Robert Schultz, author of six books and an exhibiting artist, has received a National Endowment for the Arts Literature Award, the Virginia Quarterly Review’s Emily Clark Balch Prize for Poetry, Cornell University’s Corson Bishop Poetry Prize, and awards for his artworks.
His books include three collections of poetry (Vein Along the Fault, Winter in Eden, Ancestral Altars), a novel (The Madhouse Nudes), a work of nonfiction (We Were Pirates: a Torpedoman’s Pacific War, with James Shell), an art book (War Memoranda: Photography, Walt Whitman, and Memorials, with Binh Danh), and a book of poems and art (Ancestral Altars, also with Binh Danh).
In art, Schultz’s media include cameraless photography (chlorophyll prints, scanography) and artist’s books. A longtime and ongoing collaboration with Binh Danh has produced an exhibition, “War Memoranda: Photography, Walt Whitman, and Renewal,” and two books. Schultz’s chlorophyll prints have been featured by LensCulture and are held by the Library of Congress, the Albert and Shirley Small Special Collections Library at the University of Virginia, the Phillips Museum at Franklin & Marshall College, and by private collectors in the US and abroad. His “Being Seen” series of portraits has earned Juror’s Award, Gold Medal, and portfolio prize recognition.
Schultz, a native Iowan, has worked as a truck driver, house painter, and editor. He attended Luther College and received MFA and PhD degrees at Cornell University. In 1985 he returned to Luther, where he taught for 19 years. He also has taught at Cornell and at the University of Virginia. From 2004 through 2018 he was the John P. Fishwick Professor of English at Roanoke College in Salem, Virginia. Currently he works full time as a writer and artist.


== AIM OF THE EXERCISE ==
From the listing below, pull out all lines with "sweden" in them.
------------
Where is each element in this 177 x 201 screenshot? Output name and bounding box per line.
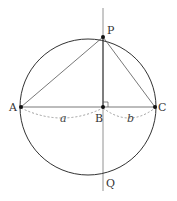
segment-pc xyxy=(103,37,155,107)
label-b: B xyxy=(95,112,103,125)
point-c xyxy=(153,105,157,109)
label-a: A xyxy=(8,101,18,114)
label-length-b: b xyxy=(127,112,134,125)
label-q: Q xyxy=(106,177,115,190)
segment-ap xyxy=(21,37,103,107)
label-c: C xyxy=(158,101,166,114)
point-b xyxy=(101,105,105,109)
label-p: P xyxy=(107,24,115,37)
geometry-diagram: P A B C Q a b xyxy=(0,0,177,201)
label-length-a: a xyxy=(60,112,67,125)
point-a xyxy=(19,105,23,109)
point-p xyxy=(101,35,105,39)
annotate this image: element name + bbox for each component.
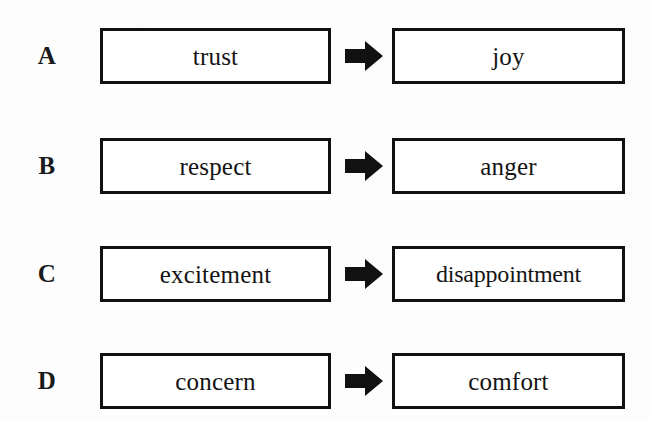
right-block-arrow-icon bbox=[345, 150, 383, 182]
source-term-b: respect bbox=[179, 154, 251, 179]
diagram-row: A trust joy bbox=[0, 28, 651, 84]
diagram-row: C excitement disappointment bbox=[0, 246, 651, 302]
source-term-a: trust bbox=[193, 44, 238, 69]
right-block-arrow-icon bbox=[345, 40, 383, 72]
target-term-a: joy bbox=[492, 44, 525, 69]
row-label-d: D bbox=[30, 353, 64, 409]
target-box-d: comfort bbox=[392, 353, 625, 409]
target-box-a: joy bbox=[392, 28, 625, 84]
diagram-row: D concern comfort bbox=[0, 353, 651, 409]
target-term-c: disappointment bbox=[436, 262, 581, 286]
target-box-c: disappointment bbox=[392, 246, 625, 302]
right-block-arrow-icon bbox=[345, 365, 383, 397]
right-block-arrow-icon bbox=[345, 258, 383, 290]
source-term-c: excitement bbox=[160, 262, 272, 287]
row-label-b: B bbox=[30, 138, 64, 194]
diagram-row: B respect anger bbox=[0, 138, 651, 194]
source-box-d: concern bbox=[100, 353, 331, 409]
term-pair-diagram: A trust joy B respect anger C excitem bbox=[0, 0, 651, 421]
source-box-b: respect bbox=[100, 138, 331, 194]
target-box-b: anger bbox=[392, 138, 625, 194]
target-term-d: comfort bbox=[468, 369, 549, 394]
row-label-a: A bbox=[30, 28, 64, 84]
source-box-a: trust bbox=[100, 28, 331, 84]
source-term-d: concern bbox=[175, 369, 256, 394]
target-term-b: anger bbox=[480, 154, 537, 179]
row-label-c: C bbox=[30, 246, 64, 302]
source-box-c: excitement bbox=[100, 246, 331, 302]
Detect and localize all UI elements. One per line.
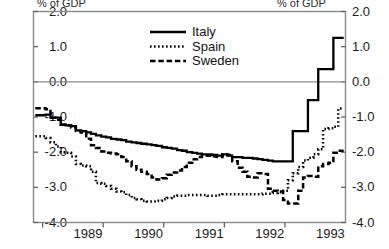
legend-label-sweden: Sweden bbox=[192, 53, 239, 68]
legend-swatches bbox=[150, 32, 186, 61]
series-line-sweden bbox=[35, 108, 343, 203]
legend-label-italy: Italy bbox=[192, 24, 216, 39]
series-line-spain bbox=[35, 109, 343, 202]
chart-container: % of GDP % of GDP 2.01.00.0-1.0-2.0-3.0-… bbox=[0, 0, 389, 249]
data-series-group bbox=[35, 38, 343, 204]
series-line-italy bbox=[35, 38, 343, 161]
legend-label-spain: Spain bbox=[192, 39, 225, 54]
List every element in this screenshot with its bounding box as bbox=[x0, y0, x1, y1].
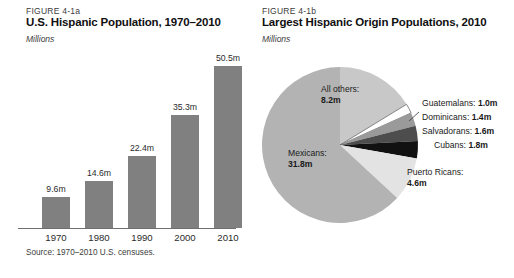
figure-4-1a-panel: FIGURE 4-1a U.S. Hispanic Population, 19… bbox=[0, 0, 257, 278]
pie-label-name-all-others: All others: bbox=[321, 84, 359, 94]
bar-1980 bbox=[85, 181, 113, 228]
pie-label-name-mexicans: Mexicans: bbox=[288, 148, 327, 158]
pie-label-puerto-ricans: Puerto Ricans:4.6m bbox=[407, 167, 463, 188]
pie-label-guatemalans: Guatemalans: 1.0m bbox=[422, 98, 498, 109]
figure-a-units: Millions bbox=[26, 34, 54, 44]
bar-chart-plot-area: 9.6m14.6m22.4m35.3m50.5m bbox=[26, 52, 231, 228]
pie-label-mexicans: Mexicans:31.8m bbox=[288, 148, 327, 169]
bar-1970 bbox=[42, 197, 70, 228]
pie-label-name-puerto-ricans: Puerto Ricans: bbox=[407, 167, 463, 177]
pie-label-name-guatemalans: Guatemalans: bbox=[422, 98, 476, 108]
bar-value-label-1980: 14.6m bbox=[87, 168, 111, 178]
pie-label-name-dominicans: Dominicans: bbox=[422, 112, 469, 122]
bar-value-label-1990: 22.4m bbox=[130, 143, 154, 153]
pie-label-cubans: Cubans: 1.8m bbox=[434, 140, 488, 151]
pie-label-value-dominicans: 1.4m bbox=[472, 112, 492, 122]
bar-value-label-2000: 35.3m bbox=[173, 102, 197, 112]
bar-2010 bbox=[214, 66, 242, 228]
pie-label-value-cubans: 1.8m bbox=[468, 140, 488, 150]
x-tick-label-1980: 1980 bbox=[79, 232, 119, 243]
figure-a-number: FIGURE 4-1a bbox=[26, 6, 80, 16]
figure-4-1b-panel: FIGURE 4-1b Largest Hispanic Origin Popu… bbox=[257, 0, 514, 278]
pie-label-value-mexicans: 31.8m bbox=[288, 159, 312, 169]
pie-label-name-salvadorans: Salvadorans: bbox=[422, 126, 472, 136]
figure-a-title: U.S. Hispanic Population, 1970–2010 bbox=[26, 16, 221, 28]
bar-group-1980: 14.6m bbox=[85, 52, 113, 228]
bar-chart-x-axis bbox=[18, 228, 236, 229]
x-tick-label-1990: 1990 bbox=[122, 232, 162, 243]
figure-a-source-note: Source: 1970–2010 U.S. censuses. bbox=[26, 248, 155, 257]
x-tick-label-2000: 2000 bbox=[165, 232, 205, 243]
bar-group-1970: 9.6m bbox=[42, 52, 70, 228]
pie-label-value-puerto-ricans: 4.6m bbox=[407, 178, 427, 188]
bar-value-label-2010: 50.5m bbox=[216, 53, 240, 63]
pie-label-dominicans: Dominicans: 1.4m bbox=[422, 112, 491, 123]
pie-label-value-salvadorans: 1.6m bbox=[475, 126, 495, 136]
pie-label-salvadorans: Salvadorans: 1.6m bbox=[422, 126, 494, 137]
bar-value-label-1970: 9.6m bbox=[46, 184, 65, 194]
pie-label-all-others: All others:8.2m bbox=[321, 84, 359, 105]
bar-1990 bbox=[128, 156, 156, 228]
pie-label-value-guatemalans: 1.0m bbox=[478, 98, 498, 108]
bar-group-1990: 22.4m bbox=[128, 52, 156, 228]
pie-label-name-cubans: Cubans: bbox=[434, 140, 466, 150]
x-tick-label-1970: 1970 bbox=[36, 232, 76, 243]
pie-chart-graphic bbox=[257, 0, 514, 278]
bar-group-2000: 35.3m bbox=[171, 52, 199, 228]
x-tick-label-2010: 2010 bbox=[208, 232, 248, 243]
pie-label-value-all-others: 8.2m bbox=[321, 95, 341, 105]
bar-2000 bbox=[171, 115, 199, 228]
bar-group-2010: 50.5m bbox=[214, 52, 242, 228]
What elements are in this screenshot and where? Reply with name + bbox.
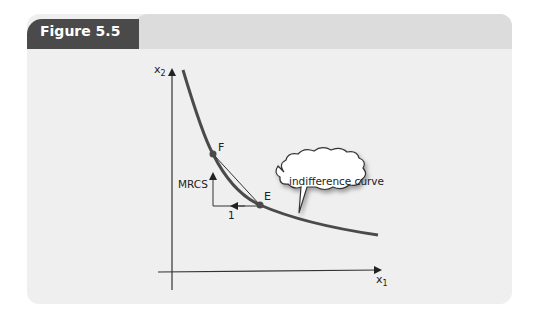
indifference-diagram: x2 x1 F E MRCS 1 indifference curve [0,0,538,318]
callout-text: indifference curve [289,175,384,187]
x-axis [158,270,380,272]
point-f-label: F [218,141,224,154]
point-e [257,202,264,209]
chord-fe [213,154,260,205]
point-f [210,151,217,158]
y-axis-label: x2 [154,63,166,78]
unit-label: 1 [228,209,235,221]
mrcs-label: MRCS [178,178,208,190]
x-axis-label: x1 [376,273,388,288]
point-e-label: E [264,190,271,203]
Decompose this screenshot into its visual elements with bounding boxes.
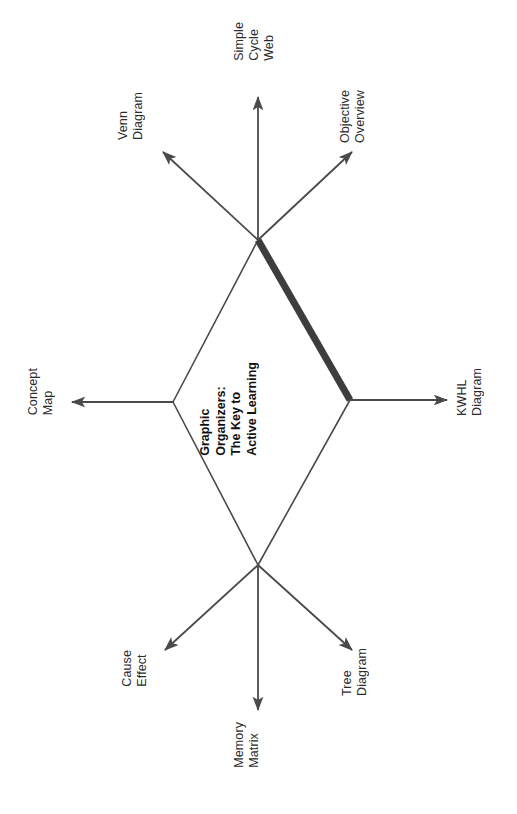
label-line: Map (41, 368, 56, 415)
label-line: KWHL (455, 368, 470, 416)
label-line: Diagram (470, 368, 485, 416)
label-line: Diagram (131, 92, 146, 140)
label-venn-diagram: VennDiagram (116, 92, 146, 140)
label-kwhl-diagram: KWHLDiagram (455, 368, 485, 416)
label-cause-effect: CauseEffect (120, 650, 150, 687)
label-line: Diagram (355, 648, 370, 696)
arrow-objective-overview (258, 152, 352, 240)
diagram-canvas: GraphicOrganizers:The Key toActive Learn… (0, 0, 517, 814)
center-title-line: The Key to (229, 362, 245, 456)
arrow-venn-diagram (163, 152, 258, 240)
label-line: Matrix (247, 722, 262, 768)
label-simple-cycle-web: SimpleCycleWeb (232, 22, 277, 61)
label-line: Cycle (247, 22, 262, 61)
label-line: Effect (135, 650, 150, 687)
label-line: Cause (120, 650, 135, 687)
label-line: Web (262, 22, 277, 61)
label-line: Venn (116, 92, 131, 140)
label-line: Tree (340, 648, 355, 696)
center-title-line: Organizers: (214, 362, 230, 456)
label-objective-overview: ObjectiveOverview (338, 90, 368, 143)
label-tree-diagram: TreeDiagram (340, 648, 370, 696)
label-line: Simple (232, 22, 247, 61)
arrow-cause-effect (165, 565, 258, 650)
label-line: Objective (338, 90, 353, 143)
connector-top-to-right (258, 240, 350, 400)
center-title-line: Active Learning (245, 362, 261, 456)
arrow-tree-diagram (258, 565, 352, 650)
label-line: Overview (353, 90, 368, 143)
label-line: Memory (232, 722, 247, 768)
connector-right-to-bottom (258, 400, 350, 565)
center-title-line: Graphic (198, 362, 214, 456)
label-line: Concept (26, 368, 41, 415)
label-memory-matrix: MemoryMatrix (232, 722, 262, 768)
label-concept-map: ConceptMap (26, 368, 56, 415)
center-title: GraphicOrganizers:The Key toActive Learn… (198, 362, 260, 456)
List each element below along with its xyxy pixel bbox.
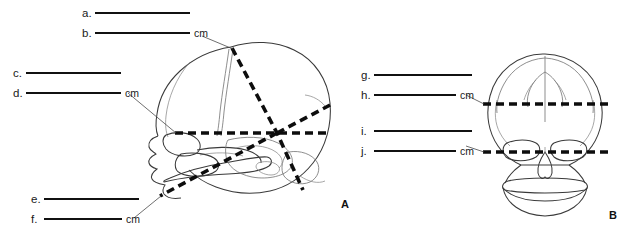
figure-b-frontal-skull — [466, 54, 612, 216]
blank-rule-e[interactable] — [44, 198, 139, 200]
blank-letter-a: a. — [82, 6, 95, 20]
figure-a-lateral-skull — [128, 36, 332, 218]
blank-unit-b: cm — [194, 26, 208, 40]
blank-rule-g[interactable] — [374, 74, 472, 76]
blank-letter-i: i. — [361, 124, 374, 138]
figure-label-a: A — [341, 198, 349, 210]
blank-letter-f: f. — [31, 212, 44, 226]
blank-rule-f[interactable] — [44, 218, 122, 220]
skull-b-maxilla — [503, 178, 588, 193]
blank-letter-j: j. — [361, 144, 374, 158]
skull-a-lambdoid-suture — [305, 95, 325, 106]
blank-row-a[interactable]: a. — [82, 6, 194, 20]
skull-a-facial-profile — [149, 136, 181, 198]
blank-rule-h[interactable] — [374, 94, 456, 96]
skull-a-occipital-line — [300, 176, 325, 182]
blank-letter-c: c. — [13, 66, 26, 80]
measure-line-a — [277, 104, 332, 133]
blank-letter-b: b. — [82, 26, 95, 40]
worksheet-page: .otl{fill:none;stroke:#3a3a3a;stroke-wid… — [0, 0, 631, 232]
measure-line-f — [160, 133, 277, 196]
blank-rule-c[interactable] — [26, 72, 121, 74]
blank-unit-d: cm — [125, 86, 139, 100]
blank-row-j[interactable]: j. cm — [361, 144, 474, 158]
blank-rule-b[interactable] — [95, 32, 190, 34]
skull-b-anterior-fontanelle-left — [527, 72, 545, 107]
skull-b-temporal-ridge-right — [580, 100, 595, 146]
blank-unit-h: cm — [460, 88, 474, 102]
measure-line-b — [232, 48, 303, 190]
blank-row-d[interactable]: d. cm — [13, 86, 139, 100]
blank-unit-f: cm — [126, 212, 140, 226]
blank-letter-h: h. — [361, 88, 374, 102]
blank-letter-e: e. — [31, 192, 44, 206]
skull-a-frontal-outline — [156, 47, 231, 136]
skull-b-mandible — [503, 188, 587, 216]
figure-label-b: B — [609, 209, 617, 221]
skull-a-ear-canal — [256, 162, 280, 175]
blank-row-e[interactable]: e. — [31, 192, 143, 206]
blank-row-h[interactable]: h. cm — [361, 88, 474, 102]
blank-row-b[interactable]: b. cm — [82, 26, 208, 40]
skull-b-temporal-ridge-left — [495, 100, 510, 146]
blank-rule-i[interactable] — [374, 130, 472, 132]
blank-rule-j[interactable] — [374, 150, 456, 152]
blank-rule-d[interactable] — [26, 92, 121, 94]
skull-a-orbit — [163, 133, 200, 156]
blank-row-c[interactable]: c. — [13, 66, 125, 80]
blank-row-g[interactable]: g. — [361, 68, 476, 82]
skull-b-anterior-fontanelle-right — [545, 72, 563, 107]
blank-row-i[interactable]: i. — [361, 124, 476, 138]
blank-letter-d: d. — [13, 86, 26, 100]
blank-letter-g: g. — [361, 68, 374, 82]
blank-rule-a[interactable] — [95, 12, 190, 14]
blank-row-f[interactable]: f. cm — [31, 212, 140, 226]
skull-a-maxilla — [175, 153, 218, 176]
blank-unit-j: cm — [460, 144, 474, 158]
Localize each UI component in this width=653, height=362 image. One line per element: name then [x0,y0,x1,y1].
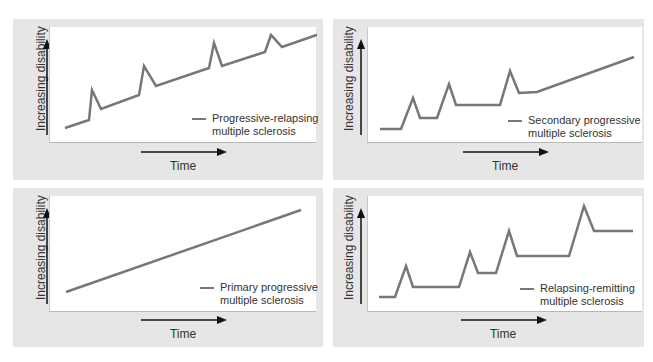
x-axis-label: Time [475,159,535,173]
x-axis-arrow-icon [463,147,549,157]
legend-swatch [200,287,214,289]
y-axis-arrow-icon [356,208,366,304]
x-axis-arrow-icon [141,147,227,157]
panel-primary-progressive: Increasing disability Primary progressiv… [13,188,323,347]
y-axis-arrow-icon [356,39,366,135]
plot-area: Secondary progressivemultiple sclerosis [367,27,642,143]
panel-progressive-relapsing: Increasing disability Progressive-relaps… [13,19,323,180]
x-axis-label: Time [153,327,213,341]
plot-area: Primary progressivemultiple sclerosis [49,196,316,312]
x-axis-label: Time [473,327,533,341]
legend-swatch [520,288,534,290]
plot-area: Relapsing-remittingmultiple sclerosis [367,196,642,312]
legend-swatch [508,120,522,122]
y-axis-label: Increasing disability [342,195,356,300]
legend-swatch [192,118,206,120]
panel-relapsing-remitting: Increasing disability Relapsing-remittin… [333,188,644,347]
x-axis-arrow-icon [461,315,547,325]
y-axis-label: Increasing disability [342,26,356,131]
panel-secondary-progressive: Increasing disability Secondary progress… [333,19,644,180]
x-axis-label: Time [153,159,213,173]
x-axis-arrow-icon [141,315,227,325]
plot-area: Progressive-relapsingmultiple sclerosis [49,27,316,143]
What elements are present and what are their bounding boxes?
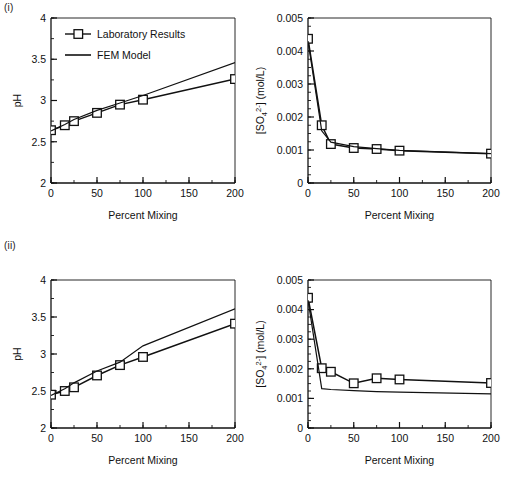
y-tick-label: 4 (40, 12, 46, 24)
y-tick-label: 3 (40, 94, 46, 106)
x-axis-title: Percent Mixing (108, 454, 178, 466)
x-tick-label: 0 (48, 432, 54, 444)
y-axis-title: [SO42-] (mol/L) (254, 320, 269, 387)
x-axis-title: Percent Mixing (365, 454, 435, 466)
x-axis-title: Percent Mixing (108, 209, 178, 221)
x-tick-label: 50 (348, 432, 360, 444)
legend-entry-fem-model: FEM Model (65, 49, 151, 61)
chart-panel-i-so4: 05010015020000.0010.0020.0030.0040.005Pe… (253, 6, 506, 231)
y-tick-label: 2 (40, 177, 46, 189)
y-tick-label: 0.004 (277, 303, 303, 315)
y-tick-label: 2 (40, 422, 46, 434)
chart-i-ph-svg: 05010015020022.533.54Percent MixingpHLab… (0, 6, 253, 231)
data-point-marker (139, 353, 148, 362)
x-tick-label: 150 (180, 187, 198, 199)
data-point-marker (349, 379, 358, 388)
y-tick-label: 0.005 (277, 274, 303, 286)
data-point-marker (47, 390, 56, 399)
y-axis-title: pH (11, 347, 23, 360)
x-tick-label: 200 (482, 432, 500, 444)
x-tick-label: 200 (482, 187, 500, 199)
legend-entry-laboratory-results: Laboratory Results (65, 28, 185, 40)
y-tick-label: 3.5 (31, 53, 46, 65)
x-tick-label: 100 (391, 187, 409, 199)
x-tick-label: 0 (305, 432, 311, 444)
data-point-marker (395, 375, 404, 384)
data-point-marker (231, 319, 240, 328)
y-tick-label: 0.002 (277, 363, 303, 375)
chart-panel-ii-so4: 05010015020000.0010.0020.0030.0040.005Pe… (253, 258, 506, 483)
y-tick-label: 3 (40, 348, 46, 360)
x-tick-label: 150 (436, 432, 454, 444)
chart-panel-ii-ph: 05010015020022.533.54Percent MixingpH (0, 258, 253, 483)
y-axis-title: pH (11, 94, 23, 107)
data-point-marker (487, 379, 496, 388)
x-tick-label: 100 (134, 432, 152, 444)
y-tick-label: 2.5 (31, 385, 46, 397)
x-tick-label: 200 (226, 187, 244, 199)
series-line (308, 41, 491, 154)
data-point-marker (349, 144, 358, 153)
y-tick-label: 3.5 (31, 311, 46, 323)
figure-root: (i) (ii) 05010015020022.533.54Percent Mi… (0, 0, 506, 489)
y-tick-label: 4 (40, 274, 46, 286)
data-point-marker (327, 367, 336, 376)
series-line (308, 39, 491, 154)
legend-marker-open-square (74, 30, 83, 39)
y-tick-label: 0.005 (277, 12, 303, 24)
y-tick-label: 0.001 (277, 144, 303, 156)
chart-i-so4-svg: 05010015020000.0010.0020.0030.0040.005Pe… (253, 6, 506, 231)
data-point-marker (372, 374, 381, 383)
chart-ii-so4-svg: 05010015020000.0010.0020.0030.0040.005Pe… (253, 258, 506, 483)
y-tick-label: 0.003 (277, 78, 303, 90)
y-tick-label: 0.002 (277, 111, 303, 123)
y-axis-title: [SO42-] (mol/L) (254, 67, 269, 134)
x-tick-label: 50 (348, 187, 360, 199)
chart-panel-i-ph: 05010015020022.533.54Percent MixingpHLab… (0, 6, 253, 231)
y-tick-label: 0.003 (277, 333, 303, 345)
data-point-marker (61, 387, 70, 396)
x-axis-title: Percent Mixing (365, 209, 435, 221)
y-tick-label: 0 (297, 177, 303, 189)
data-point-marker (231, 75, 240, 84)
x-tick-label: 50 (91, 432, 103, 444)
legend-label-fem-model: FEM Model (97, 49, 151, 61)
x-tick-label: 100 (134, 187, 152, 199)
x-tick-label: 200 (226, 432, 244, 444)
x-tick-label: 50 (91, 187, 103, 199)
y-tick-label: 0 (297, 422, 303, 434)
x-tick-label: 0 (48, 187, 54, 199)
x-tick-label: 150 (180, 432, 198, 444)
x-tick-label: 150 (436, 187, 454, 199)
x-tick-label: 100 (391, 432, 409, 444)
y-tick-label: 0.001 (277, 392, 303, 404)
chart-ii-ph-svg: 05010015020022.533.54Percent MixingpH (0, 258, 253, 483)
y-tick-label: 0.004 (277, 45, 303, 57)
panel-ii-label: (ii) (4, 240, 16, 251)
x-tick-label: 0 (305, 187, 311, 199)
y-tick-label: 2.5 (31, 136, 46, 148)
legend-label-laboratory-results: Laboratory Results (97, 28, 185, 40)
data-point-marker (327, 140, 336, 149)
------------
== EXERCISE ANSWER ==
legend-label-sweden: Sweden bbox=[192, 53, 239, 68]
series-line-sweden bbox=[35, 108, 343, 203]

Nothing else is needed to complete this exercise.